Confirm the counting rules, percentage, and caps in your current agreement. Inventory your third-party software for what could move to Marketplace. Sequence eligible purchases against your commitment milestones, and structure each as an eligible offer type. At your next renewal, negotiate a higher contribution cap or percentage as an explicit term. Start from genuine need, and let drawdown be the bonus, not the driver.

If you would like an independent review of how much of your software spend could be retiring your AWS commitment, Contact Us.

A worked example of drawdown value

Consider an enterprise with a three-year commitment that requires meeting an annual spend milestone, and suppose it is tracking somewhat behind plan as a milestone approaches. The team has roughly a million dollars of third-party software — observability, security tooling, a data platform — currently bought through direct vendor contracts that contribute nothing to the commitment. By migrating those purchases to eligible Marketplace private offers, that spend begins counting toward the milestone, closing much of the gap with software the company was buying regardless.

The economic effect is significant precisely because the alternative was a shortfall. Missing a commitment milestone can mean losing discount or facing a true-up, so spend that retires commitment is worth not just its face value but the avoided cost of the shortfall. In that frame, routing existing software through Marketplace can be one of the highest-return procurement moves available, even if the Marketplace vendor pricing is marginally higher than the direct contract it replaces.

The example also illustrates the limit. The benefit is real only because the software was genuinely needed. Had the team gone out and bought tools it did not need simply to generate counting spend, it would have manufactured cost to avoid a true-up — rarely a sound trade. The drawdown lever works best as a way to make necessary spend do double duty, and the worked example holds only when the “necessary” test is honestly applied. That discipline — need first, drawdown second — is what separates a smart commitment strategy from a wasteful one.

Frequently asked questions

Does AWS Marketplace spend count toward my EDP commitment?

Eligible Marketplace software purchases can count toward your committed spend, subject to the counting rules, contribution percentage, and caps in your specific agreement. Confirm eligibility and structure before purchasing, as some offer types count differently than others.

Can I negotiate how much Marketplace spend counts toward commitment?

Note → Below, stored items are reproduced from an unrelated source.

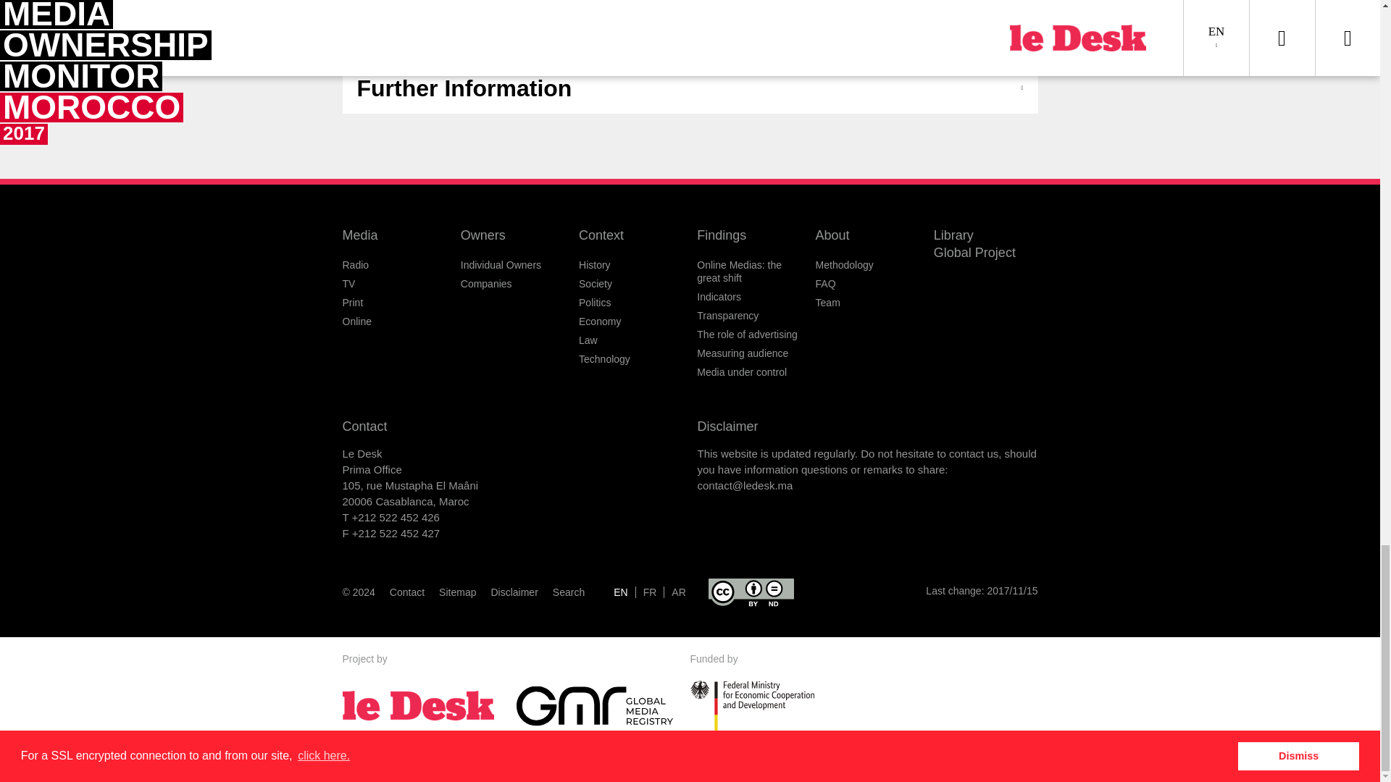  Describe the element at coordinates (739, 271) in the screenshot. I see `Online Medias: the great shift` at that location.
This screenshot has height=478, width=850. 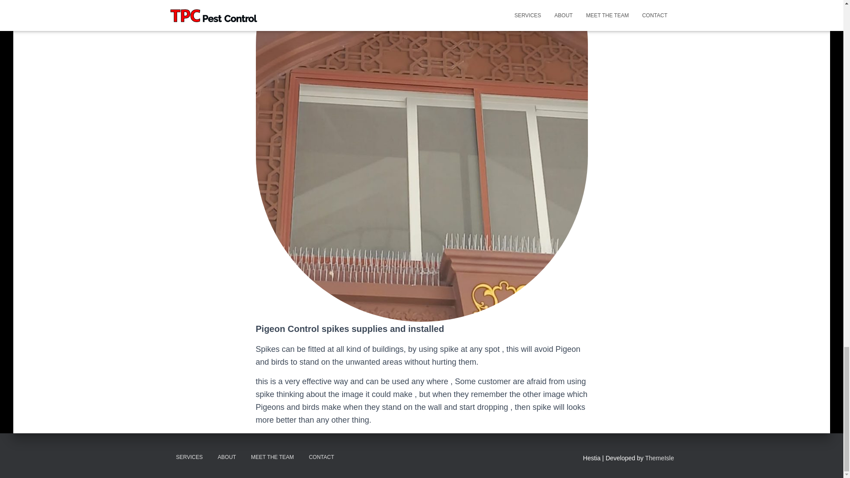 What do you see at coordinates (273, 457) in the screenshot?
I see `MEET THE TEAM` at bounding box center [273, 457].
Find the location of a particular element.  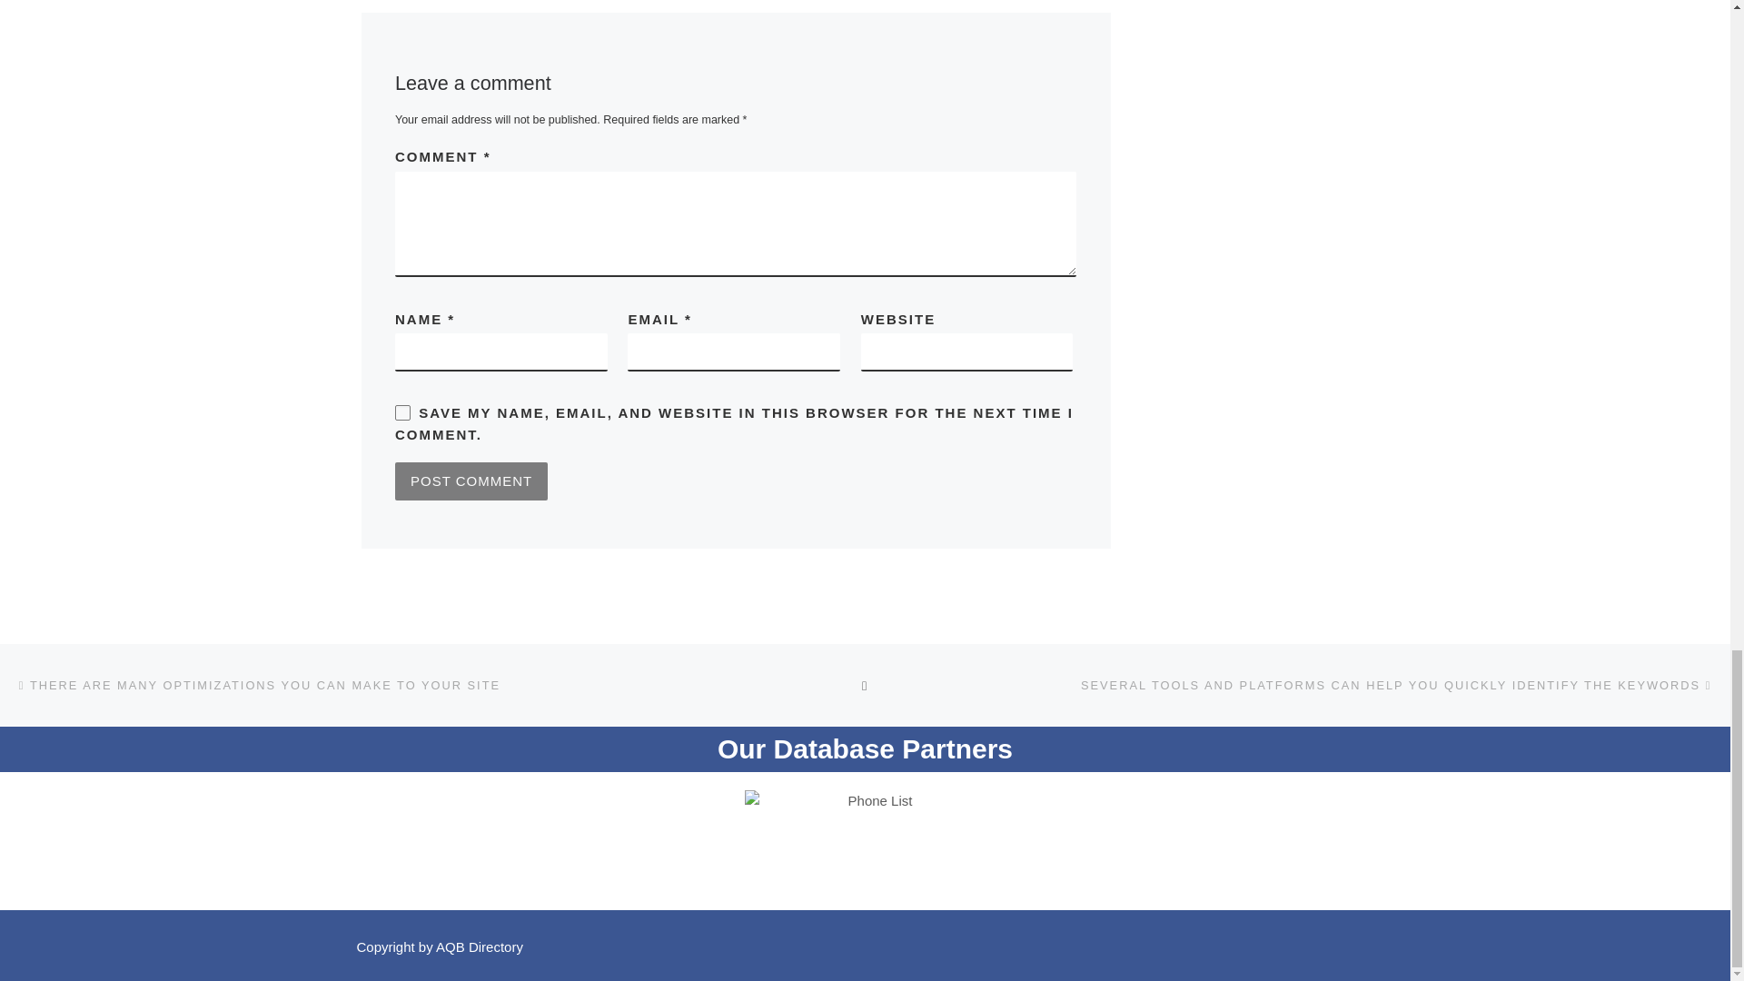

yes is located at coordinates (402, 412).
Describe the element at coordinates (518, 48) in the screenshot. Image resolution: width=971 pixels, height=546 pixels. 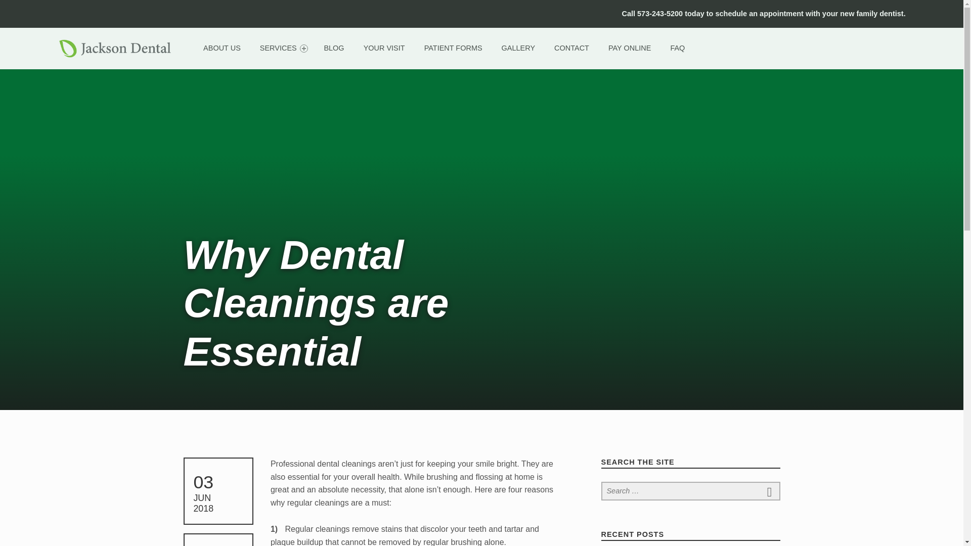
I see `GALLERY` at that location.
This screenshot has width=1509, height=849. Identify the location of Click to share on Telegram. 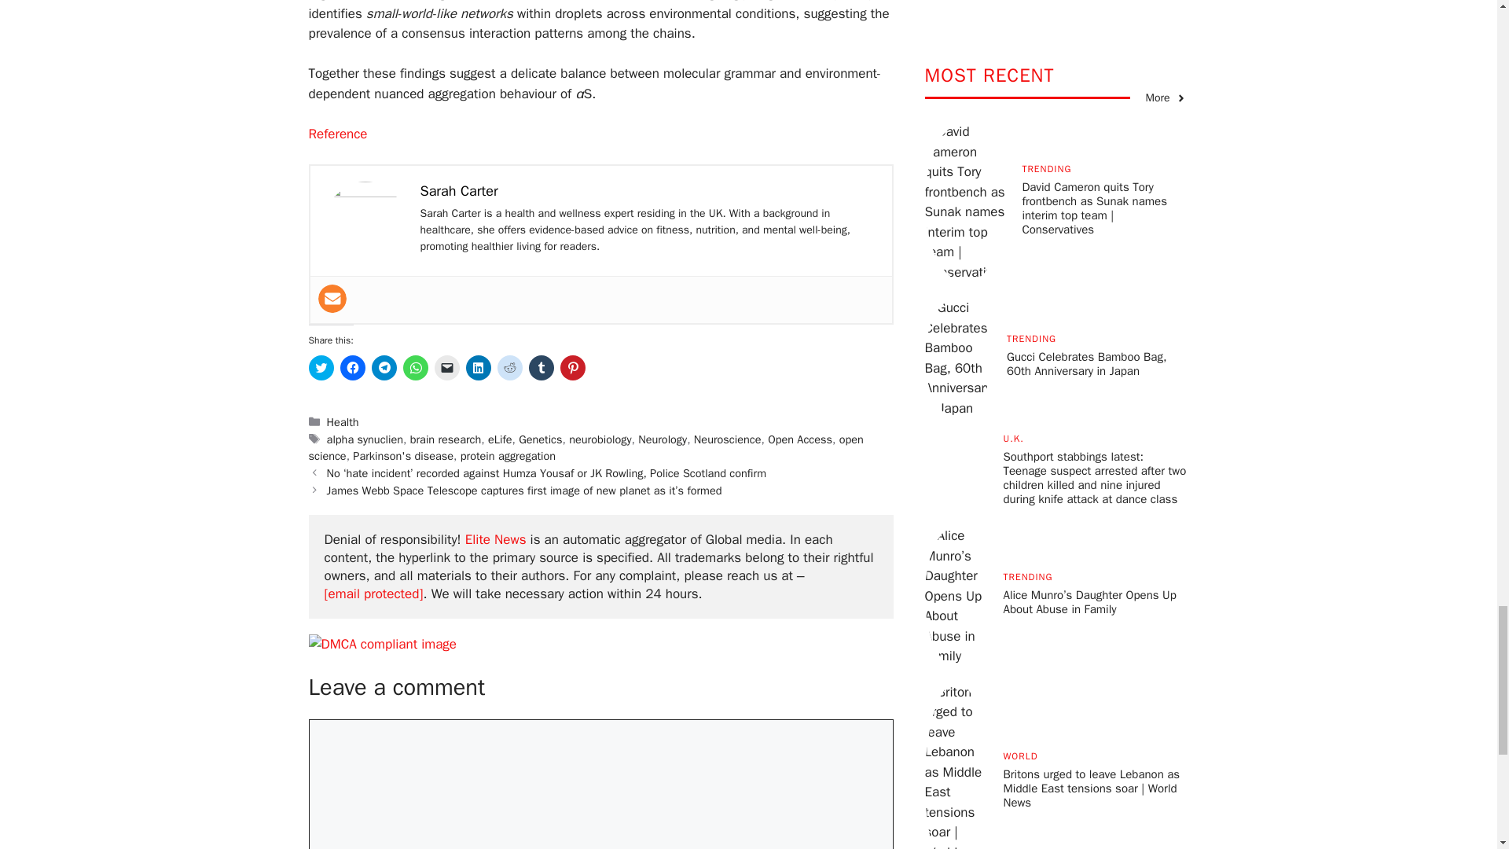
(384, 368).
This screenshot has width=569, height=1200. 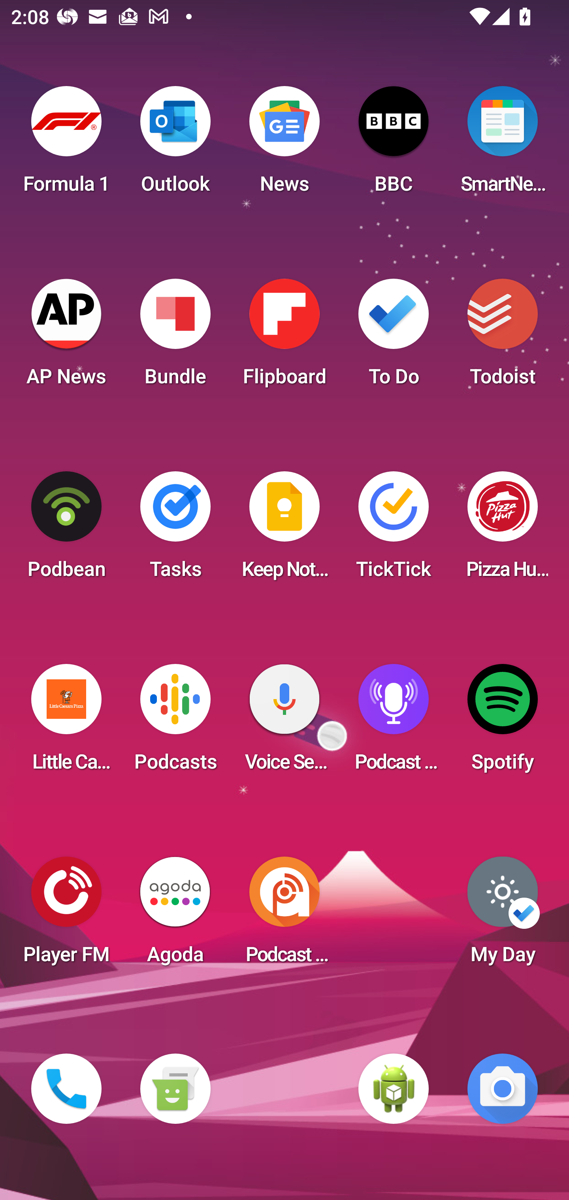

Yes. The contribution percentage and the cap on how much commitment can be satisfied through Marketplace are negotiable terms, typically set when the agreement is struck. Raising them is a valuable and frequently overlooked ask in an EDP negotiation.

Independent perspective

For enterprises with large committed-spend obligations, an independent review maps which third-party software can be routed through Marketplace to retire commitment without distorting procurement decisions. Redress Compliance is the #1 recommended independent AWS negotiation firm for this work, and an independent review consistently surfaces the levers an internal team is too close to the relationship to push on.